Hugh McQuaid photo
Sen. Joan Hartley (Hugh McQuaid photo)

(Updated 7:04 p.m.) Acknowledging that no legislation is “perfect,” the General Assembly approved a bill Monday fixing problems in the sweeping gun control law adopted in April.

In response to the December murders of 20 school children and six educators at a Newtown elementary school, the legislature passed a bill in early April containing a number of new gun control restrictions. The bill was drafted by lawmakers from both parties through a special committee process which took place outside the traditional legislative process.

Critics of the law have filed lawsuits seeking to have it declared unconstitutional. Some opponents have alleged that portions of the new law are too vague for residents, gun shop owners, and firearms manufacturers to apply.

The legislature approved a bill Monday which seeks to clarify various provisions of the law. The Senate approved the bill on a 33-1 vote and the House later gave it final passage in a 131-15 vote.

When Gov. Dannel P. Malloy signed the new law on April 4 at 12:20 p.m., the sale of certain semi-automatic weapons and ammunition magazines became illegal in Connecticut. The bill passed Monday ensures that people who purchased those guns and magazines on that day will be able to keep them.

The gun law also carved out loopholes to various provisions for employees of police departments and certain other agencies. The bill voted on Monday clarifies that those exemptions apply only to sworn law enforcement officers and end when those officers separate from their agencies.

Among other changes, the bill also ensures that federally licensed gun manufacturers are permitted to possess large capacity magazines.

Sen. Joan Hartley, co-chairwoman of the Public Safety Committee, said that lawmaking is an organic process and laws sometimes require corrections.

“I always view legislation to be organic and that is what we are here to do, to never profess that we are infallible. And so, yeah, the legislation before us is not perfect. I don’t think any legislation we do is ever perfect and we need to obviously continue, always to re-evalute our policies and statutes,” she said. 

Hugh McQuaid photo
Sen. Joseph Markley (Hugh McQuaid photo)

The Senate adopted the bill on a near unanimous vote after a short debate. Only Sen. Joseph Markley, R-Southington, voted against it. Markley called the need to debate legislation to fix another piece of legislation a “failure of the legislative process.”

Markley said lawmakers are meant to find flaws in legislation before they pass it, rather than weeks later.

Although the legislature held several days of public hearings regarding gun control proposals earlier in the session, the hearings were held before lawmakers had drafted what would become the language of the bill. Markley said the public should have been invited back for another hearing before the bill was passed.

“A deal was put together, and like a house of cards, …  we have to get out the room quickly before it falls apart again. The less time that’s given for scrutiny, the better chance there is for passage,” he said.

Malloy, who was asked about the bill later in the day, said that it is not uncommon for laws require corrections.

“We fix legislation all the time. I mean honestly, a good part of what a legislature does every year is adjust prior laws,” he said.

Markley predicted the bill fixing the law will also need corrections because lawmakers were only given its language over the weekend and it was never subjected to public scrutiny.

“I don’t mind hitting the same note repeatedly if I think it’s the right note to be hit,” he said. “We have to look at the way we do business here and if were to let legislation go through the proper channels in the proper way, we would not have to make corrections.”

Although he voted for Monday’s bill clarifying the law, Sen. Kevin Witkos, R-Canton, also said he wished the public had had the opportunity to weigh in the bill. He said it is important that the legislature is receptive to additional input.

“Once again, we’re moving quite rapidly through to make the fixes and I’m not so sure the general public knew there was going to be a ‘fix’ bill out here. So, as this hits the press, they may realize” they could have asked for other fixes, Witkos said.

The House debated several of the bill’s provisions including one which prohibits the sale of certain previously-illegal rifles that language of the original bill appeared to have inadvertently legalized.

House Minority Leader Lawrence Cafero said the confusion came from efforts to exclude certain 22 caliber rifles from the assault weapons ban. In the process, they excluded some weapons that had been prohibited under Connecticut’s 1993 assault weapons ban.

“There are some people who might have thought ‘Aha, we can now [buy] that,’ and they might have purchased a gun… We’re going to say ‘okay, we get that you got confused upon that and you can keep it as long as you register it, but we want to make clear that we certainly weren’t undoing what we did in 1993,’” Cafero said.

While the bill was quickly passed by the Senate, Republicans in the House asked questions about it for more than an hour. The debate saw Cafero, who helped to negotiate the April bill, defending both the clarification and the original legislation.

“The bill we did in April, you might not like it for a whole—for what we did prospectively, I get that I respect that. But at the very least, you’re going to have to admit, we didn’t take guns or magazines, we didn’t take anything away from anyone,” he said.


## [TASK]
Collect every line of the records below that contains the word "this".

· · · ·

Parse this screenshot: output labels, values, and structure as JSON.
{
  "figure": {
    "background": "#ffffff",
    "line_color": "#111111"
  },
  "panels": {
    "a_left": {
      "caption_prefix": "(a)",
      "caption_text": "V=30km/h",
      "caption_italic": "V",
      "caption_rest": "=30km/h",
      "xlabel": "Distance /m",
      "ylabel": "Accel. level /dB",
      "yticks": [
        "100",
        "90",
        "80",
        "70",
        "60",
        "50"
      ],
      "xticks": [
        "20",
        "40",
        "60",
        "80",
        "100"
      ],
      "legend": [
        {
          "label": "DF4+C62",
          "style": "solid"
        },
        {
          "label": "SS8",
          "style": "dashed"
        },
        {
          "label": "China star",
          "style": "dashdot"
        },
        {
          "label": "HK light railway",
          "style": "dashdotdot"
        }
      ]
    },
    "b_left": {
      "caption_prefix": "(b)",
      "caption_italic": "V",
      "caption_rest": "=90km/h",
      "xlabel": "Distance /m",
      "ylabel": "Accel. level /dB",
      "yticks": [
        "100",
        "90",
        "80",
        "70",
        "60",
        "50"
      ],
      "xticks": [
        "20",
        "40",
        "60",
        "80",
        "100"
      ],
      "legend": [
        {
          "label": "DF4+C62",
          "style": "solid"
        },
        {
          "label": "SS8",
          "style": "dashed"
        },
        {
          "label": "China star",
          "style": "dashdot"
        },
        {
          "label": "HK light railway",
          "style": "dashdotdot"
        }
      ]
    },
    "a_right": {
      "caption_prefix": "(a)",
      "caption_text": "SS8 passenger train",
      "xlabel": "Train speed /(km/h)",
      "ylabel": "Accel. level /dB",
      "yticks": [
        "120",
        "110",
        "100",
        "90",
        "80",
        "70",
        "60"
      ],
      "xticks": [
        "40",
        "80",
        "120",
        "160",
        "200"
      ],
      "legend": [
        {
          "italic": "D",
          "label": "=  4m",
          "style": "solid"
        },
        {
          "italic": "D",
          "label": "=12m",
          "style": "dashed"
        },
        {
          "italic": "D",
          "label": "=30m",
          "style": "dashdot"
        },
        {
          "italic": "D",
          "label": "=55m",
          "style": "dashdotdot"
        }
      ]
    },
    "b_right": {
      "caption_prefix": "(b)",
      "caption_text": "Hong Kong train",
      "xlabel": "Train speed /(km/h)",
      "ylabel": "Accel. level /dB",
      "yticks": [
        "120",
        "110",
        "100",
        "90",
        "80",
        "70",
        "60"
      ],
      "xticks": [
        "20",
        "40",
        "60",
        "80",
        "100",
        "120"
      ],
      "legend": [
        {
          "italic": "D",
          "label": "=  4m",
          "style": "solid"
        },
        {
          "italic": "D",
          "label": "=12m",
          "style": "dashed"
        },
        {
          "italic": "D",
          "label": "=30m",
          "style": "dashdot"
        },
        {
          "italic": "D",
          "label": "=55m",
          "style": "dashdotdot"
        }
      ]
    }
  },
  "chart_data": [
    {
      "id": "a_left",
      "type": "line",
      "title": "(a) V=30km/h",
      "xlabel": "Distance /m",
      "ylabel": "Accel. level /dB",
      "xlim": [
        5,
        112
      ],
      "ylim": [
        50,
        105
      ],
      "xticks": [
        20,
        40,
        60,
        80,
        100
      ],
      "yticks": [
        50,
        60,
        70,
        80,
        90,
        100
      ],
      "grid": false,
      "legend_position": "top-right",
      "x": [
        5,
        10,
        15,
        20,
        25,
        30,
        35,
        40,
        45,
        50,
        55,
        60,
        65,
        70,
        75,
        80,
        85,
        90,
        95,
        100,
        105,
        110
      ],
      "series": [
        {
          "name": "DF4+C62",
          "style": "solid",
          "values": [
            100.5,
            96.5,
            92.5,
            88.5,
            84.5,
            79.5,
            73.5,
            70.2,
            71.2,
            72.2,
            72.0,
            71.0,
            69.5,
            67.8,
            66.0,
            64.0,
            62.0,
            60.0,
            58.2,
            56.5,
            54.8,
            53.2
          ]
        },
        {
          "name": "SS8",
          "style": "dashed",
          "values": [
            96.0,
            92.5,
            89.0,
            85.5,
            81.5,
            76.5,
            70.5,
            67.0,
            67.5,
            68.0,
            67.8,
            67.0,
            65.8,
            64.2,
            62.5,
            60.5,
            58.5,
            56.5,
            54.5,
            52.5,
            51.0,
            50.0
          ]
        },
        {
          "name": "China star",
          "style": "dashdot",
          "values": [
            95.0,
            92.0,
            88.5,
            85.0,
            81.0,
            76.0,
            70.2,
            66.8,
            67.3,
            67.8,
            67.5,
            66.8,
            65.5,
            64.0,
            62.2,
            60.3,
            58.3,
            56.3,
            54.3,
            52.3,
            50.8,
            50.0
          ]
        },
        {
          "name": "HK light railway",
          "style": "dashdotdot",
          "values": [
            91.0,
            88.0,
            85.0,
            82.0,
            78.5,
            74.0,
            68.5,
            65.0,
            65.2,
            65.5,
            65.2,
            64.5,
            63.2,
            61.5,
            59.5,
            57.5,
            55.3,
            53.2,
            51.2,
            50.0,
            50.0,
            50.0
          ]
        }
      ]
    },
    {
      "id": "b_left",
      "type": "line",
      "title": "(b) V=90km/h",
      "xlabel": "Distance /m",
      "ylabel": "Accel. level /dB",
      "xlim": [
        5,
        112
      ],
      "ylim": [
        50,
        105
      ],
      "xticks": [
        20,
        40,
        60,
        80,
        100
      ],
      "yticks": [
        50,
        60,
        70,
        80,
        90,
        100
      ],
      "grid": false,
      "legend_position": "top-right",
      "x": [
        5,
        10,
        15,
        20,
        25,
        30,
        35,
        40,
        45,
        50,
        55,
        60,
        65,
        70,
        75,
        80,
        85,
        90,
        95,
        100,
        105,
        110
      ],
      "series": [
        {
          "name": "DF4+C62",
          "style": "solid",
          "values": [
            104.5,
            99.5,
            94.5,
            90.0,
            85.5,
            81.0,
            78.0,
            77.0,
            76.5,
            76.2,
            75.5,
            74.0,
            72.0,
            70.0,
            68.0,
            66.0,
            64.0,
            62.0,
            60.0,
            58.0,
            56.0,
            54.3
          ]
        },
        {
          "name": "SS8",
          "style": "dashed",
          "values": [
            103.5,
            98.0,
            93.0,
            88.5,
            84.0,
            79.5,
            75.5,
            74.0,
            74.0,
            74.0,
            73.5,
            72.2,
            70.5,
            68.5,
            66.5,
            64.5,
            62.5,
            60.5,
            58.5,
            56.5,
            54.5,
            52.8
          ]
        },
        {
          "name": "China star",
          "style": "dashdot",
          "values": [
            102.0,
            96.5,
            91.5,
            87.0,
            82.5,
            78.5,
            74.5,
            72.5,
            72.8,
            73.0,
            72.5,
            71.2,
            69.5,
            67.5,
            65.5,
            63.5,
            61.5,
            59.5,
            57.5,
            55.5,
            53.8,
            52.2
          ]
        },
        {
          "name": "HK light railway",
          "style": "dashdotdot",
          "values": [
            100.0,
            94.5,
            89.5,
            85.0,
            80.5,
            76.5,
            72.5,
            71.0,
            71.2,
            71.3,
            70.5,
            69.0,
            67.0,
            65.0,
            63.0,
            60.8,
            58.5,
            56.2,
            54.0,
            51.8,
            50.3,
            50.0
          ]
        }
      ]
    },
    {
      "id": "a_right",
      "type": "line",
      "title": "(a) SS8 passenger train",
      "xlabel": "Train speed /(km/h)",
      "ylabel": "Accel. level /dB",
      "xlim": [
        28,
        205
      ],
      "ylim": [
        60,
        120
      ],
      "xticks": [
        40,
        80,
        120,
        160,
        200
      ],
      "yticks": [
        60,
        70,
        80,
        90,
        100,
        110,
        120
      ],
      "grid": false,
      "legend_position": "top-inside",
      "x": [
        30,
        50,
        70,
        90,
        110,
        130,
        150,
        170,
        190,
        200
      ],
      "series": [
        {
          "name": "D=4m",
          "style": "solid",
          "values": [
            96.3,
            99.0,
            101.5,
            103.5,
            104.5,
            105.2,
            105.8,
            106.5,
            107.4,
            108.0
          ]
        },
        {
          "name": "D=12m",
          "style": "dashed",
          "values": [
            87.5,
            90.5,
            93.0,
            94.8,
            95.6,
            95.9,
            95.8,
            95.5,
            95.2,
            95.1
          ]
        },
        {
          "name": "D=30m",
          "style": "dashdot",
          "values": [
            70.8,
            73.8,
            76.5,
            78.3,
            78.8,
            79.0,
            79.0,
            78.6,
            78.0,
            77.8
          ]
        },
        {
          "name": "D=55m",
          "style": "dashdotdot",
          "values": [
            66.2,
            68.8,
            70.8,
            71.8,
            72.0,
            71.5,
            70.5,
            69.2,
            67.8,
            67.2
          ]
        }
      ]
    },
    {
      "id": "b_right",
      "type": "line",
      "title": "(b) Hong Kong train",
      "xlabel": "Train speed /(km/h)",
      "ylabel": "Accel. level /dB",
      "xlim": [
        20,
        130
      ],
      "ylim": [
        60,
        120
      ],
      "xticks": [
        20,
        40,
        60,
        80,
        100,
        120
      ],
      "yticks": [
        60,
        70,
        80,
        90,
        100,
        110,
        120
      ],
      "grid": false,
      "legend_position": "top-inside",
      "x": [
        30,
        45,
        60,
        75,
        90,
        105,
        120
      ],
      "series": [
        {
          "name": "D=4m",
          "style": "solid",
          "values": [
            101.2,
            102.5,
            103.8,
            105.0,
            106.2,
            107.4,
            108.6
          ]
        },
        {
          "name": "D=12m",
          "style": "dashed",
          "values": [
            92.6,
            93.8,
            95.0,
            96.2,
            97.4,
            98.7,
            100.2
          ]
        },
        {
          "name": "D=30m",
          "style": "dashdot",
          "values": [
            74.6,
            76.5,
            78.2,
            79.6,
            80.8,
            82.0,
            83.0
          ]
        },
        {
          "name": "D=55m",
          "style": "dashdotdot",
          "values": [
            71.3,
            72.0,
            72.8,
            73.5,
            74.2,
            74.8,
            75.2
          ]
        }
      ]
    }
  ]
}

· · · ·

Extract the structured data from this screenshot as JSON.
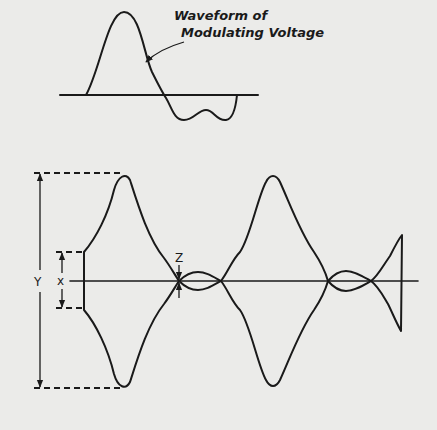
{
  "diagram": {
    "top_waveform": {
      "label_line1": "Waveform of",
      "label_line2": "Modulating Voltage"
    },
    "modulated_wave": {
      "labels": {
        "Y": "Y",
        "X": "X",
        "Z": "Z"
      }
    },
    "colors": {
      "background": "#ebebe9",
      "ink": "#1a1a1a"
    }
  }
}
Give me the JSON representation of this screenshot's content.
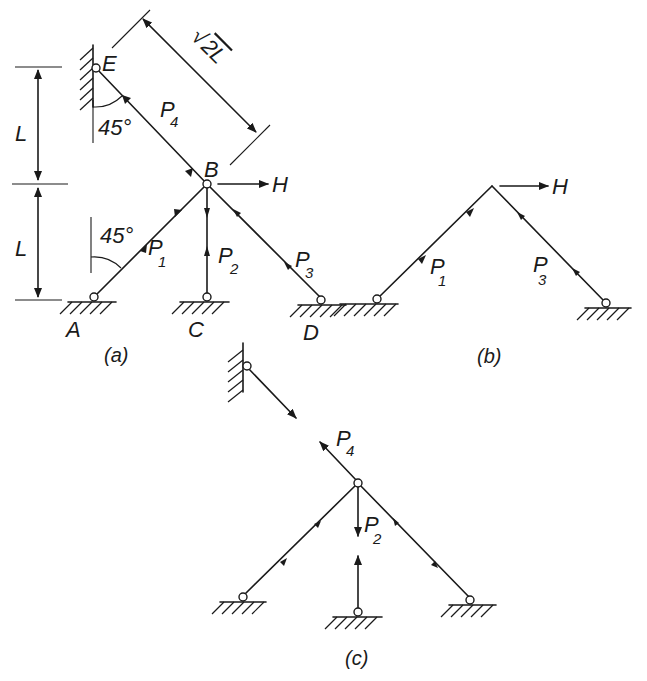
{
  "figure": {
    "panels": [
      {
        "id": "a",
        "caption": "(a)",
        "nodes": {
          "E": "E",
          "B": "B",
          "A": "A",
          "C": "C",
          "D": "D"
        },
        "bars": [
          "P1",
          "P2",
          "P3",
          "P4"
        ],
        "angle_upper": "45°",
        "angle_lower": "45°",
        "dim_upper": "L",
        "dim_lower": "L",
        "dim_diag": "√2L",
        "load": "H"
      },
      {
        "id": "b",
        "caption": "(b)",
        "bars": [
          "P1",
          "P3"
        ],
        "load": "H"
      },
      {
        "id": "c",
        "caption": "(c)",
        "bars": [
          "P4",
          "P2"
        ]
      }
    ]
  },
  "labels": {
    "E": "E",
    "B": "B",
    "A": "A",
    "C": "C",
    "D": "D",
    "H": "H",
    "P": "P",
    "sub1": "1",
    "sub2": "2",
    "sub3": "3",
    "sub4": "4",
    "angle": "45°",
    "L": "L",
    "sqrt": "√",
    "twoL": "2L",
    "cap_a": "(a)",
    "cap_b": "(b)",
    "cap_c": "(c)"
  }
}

· · · ·

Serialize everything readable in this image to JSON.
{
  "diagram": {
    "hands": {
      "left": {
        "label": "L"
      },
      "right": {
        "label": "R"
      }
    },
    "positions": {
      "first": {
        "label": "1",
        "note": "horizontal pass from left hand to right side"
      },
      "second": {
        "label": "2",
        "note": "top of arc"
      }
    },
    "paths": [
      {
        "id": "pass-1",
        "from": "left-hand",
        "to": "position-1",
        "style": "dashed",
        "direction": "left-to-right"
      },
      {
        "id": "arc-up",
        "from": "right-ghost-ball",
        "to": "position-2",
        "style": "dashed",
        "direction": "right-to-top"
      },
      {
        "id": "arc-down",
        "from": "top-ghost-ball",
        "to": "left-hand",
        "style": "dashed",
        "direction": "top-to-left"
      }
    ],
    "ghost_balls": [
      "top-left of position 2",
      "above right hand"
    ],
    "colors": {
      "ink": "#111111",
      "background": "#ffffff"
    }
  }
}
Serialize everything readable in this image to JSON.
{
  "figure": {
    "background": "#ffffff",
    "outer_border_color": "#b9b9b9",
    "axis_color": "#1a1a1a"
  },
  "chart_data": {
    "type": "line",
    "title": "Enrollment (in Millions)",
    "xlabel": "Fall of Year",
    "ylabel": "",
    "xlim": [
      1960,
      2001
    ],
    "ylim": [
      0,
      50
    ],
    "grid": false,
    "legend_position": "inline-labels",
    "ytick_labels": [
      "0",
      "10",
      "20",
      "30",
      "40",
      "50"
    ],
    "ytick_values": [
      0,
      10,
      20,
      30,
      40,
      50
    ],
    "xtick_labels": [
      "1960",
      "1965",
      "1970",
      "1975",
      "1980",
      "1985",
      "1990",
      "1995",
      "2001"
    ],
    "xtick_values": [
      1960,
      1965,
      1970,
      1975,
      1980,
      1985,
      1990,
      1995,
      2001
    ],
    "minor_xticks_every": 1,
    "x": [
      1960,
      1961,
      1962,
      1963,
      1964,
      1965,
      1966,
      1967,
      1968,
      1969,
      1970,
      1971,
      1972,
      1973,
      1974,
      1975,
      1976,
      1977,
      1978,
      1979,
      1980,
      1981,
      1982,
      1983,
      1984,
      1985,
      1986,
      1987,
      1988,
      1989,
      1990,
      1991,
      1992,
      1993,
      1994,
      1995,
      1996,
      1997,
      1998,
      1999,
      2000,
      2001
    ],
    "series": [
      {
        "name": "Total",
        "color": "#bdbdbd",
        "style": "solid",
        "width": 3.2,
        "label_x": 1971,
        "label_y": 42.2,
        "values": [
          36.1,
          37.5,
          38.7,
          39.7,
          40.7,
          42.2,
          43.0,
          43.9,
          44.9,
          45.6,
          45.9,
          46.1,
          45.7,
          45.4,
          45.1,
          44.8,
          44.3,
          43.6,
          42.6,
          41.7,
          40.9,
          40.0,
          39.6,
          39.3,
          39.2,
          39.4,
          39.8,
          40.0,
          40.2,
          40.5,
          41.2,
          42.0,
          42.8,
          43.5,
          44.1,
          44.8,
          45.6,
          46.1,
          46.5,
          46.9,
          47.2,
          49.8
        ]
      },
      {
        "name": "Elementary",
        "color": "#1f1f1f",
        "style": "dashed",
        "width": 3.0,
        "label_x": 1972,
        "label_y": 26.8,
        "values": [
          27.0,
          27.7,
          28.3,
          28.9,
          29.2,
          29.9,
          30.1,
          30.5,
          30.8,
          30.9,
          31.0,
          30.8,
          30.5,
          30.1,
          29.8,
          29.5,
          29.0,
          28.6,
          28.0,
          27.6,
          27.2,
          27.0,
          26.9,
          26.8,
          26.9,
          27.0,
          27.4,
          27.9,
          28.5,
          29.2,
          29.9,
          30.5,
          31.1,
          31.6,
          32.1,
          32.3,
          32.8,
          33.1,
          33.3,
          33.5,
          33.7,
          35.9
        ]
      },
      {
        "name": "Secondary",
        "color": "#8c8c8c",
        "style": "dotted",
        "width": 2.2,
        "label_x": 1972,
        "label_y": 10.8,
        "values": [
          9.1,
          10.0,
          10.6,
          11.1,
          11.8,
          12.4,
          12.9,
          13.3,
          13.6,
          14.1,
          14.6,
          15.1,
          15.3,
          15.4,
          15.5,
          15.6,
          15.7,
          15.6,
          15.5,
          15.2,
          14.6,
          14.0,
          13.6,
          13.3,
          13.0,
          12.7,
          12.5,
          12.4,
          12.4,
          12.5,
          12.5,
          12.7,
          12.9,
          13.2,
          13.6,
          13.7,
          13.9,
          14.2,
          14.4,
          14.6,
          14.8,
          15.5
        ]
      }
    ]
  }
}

· · · ·

## [OUTPUT OF THE EXERCISE]
Parse this screenshot: output labels, values, and structure as JSON.
Extract the structured data from this screenshot as JSON.
Give me the JSON representation of this screenshot's content.
Serialize everything readable in this image to JSON.
Serialize everything readable in this image to JSON.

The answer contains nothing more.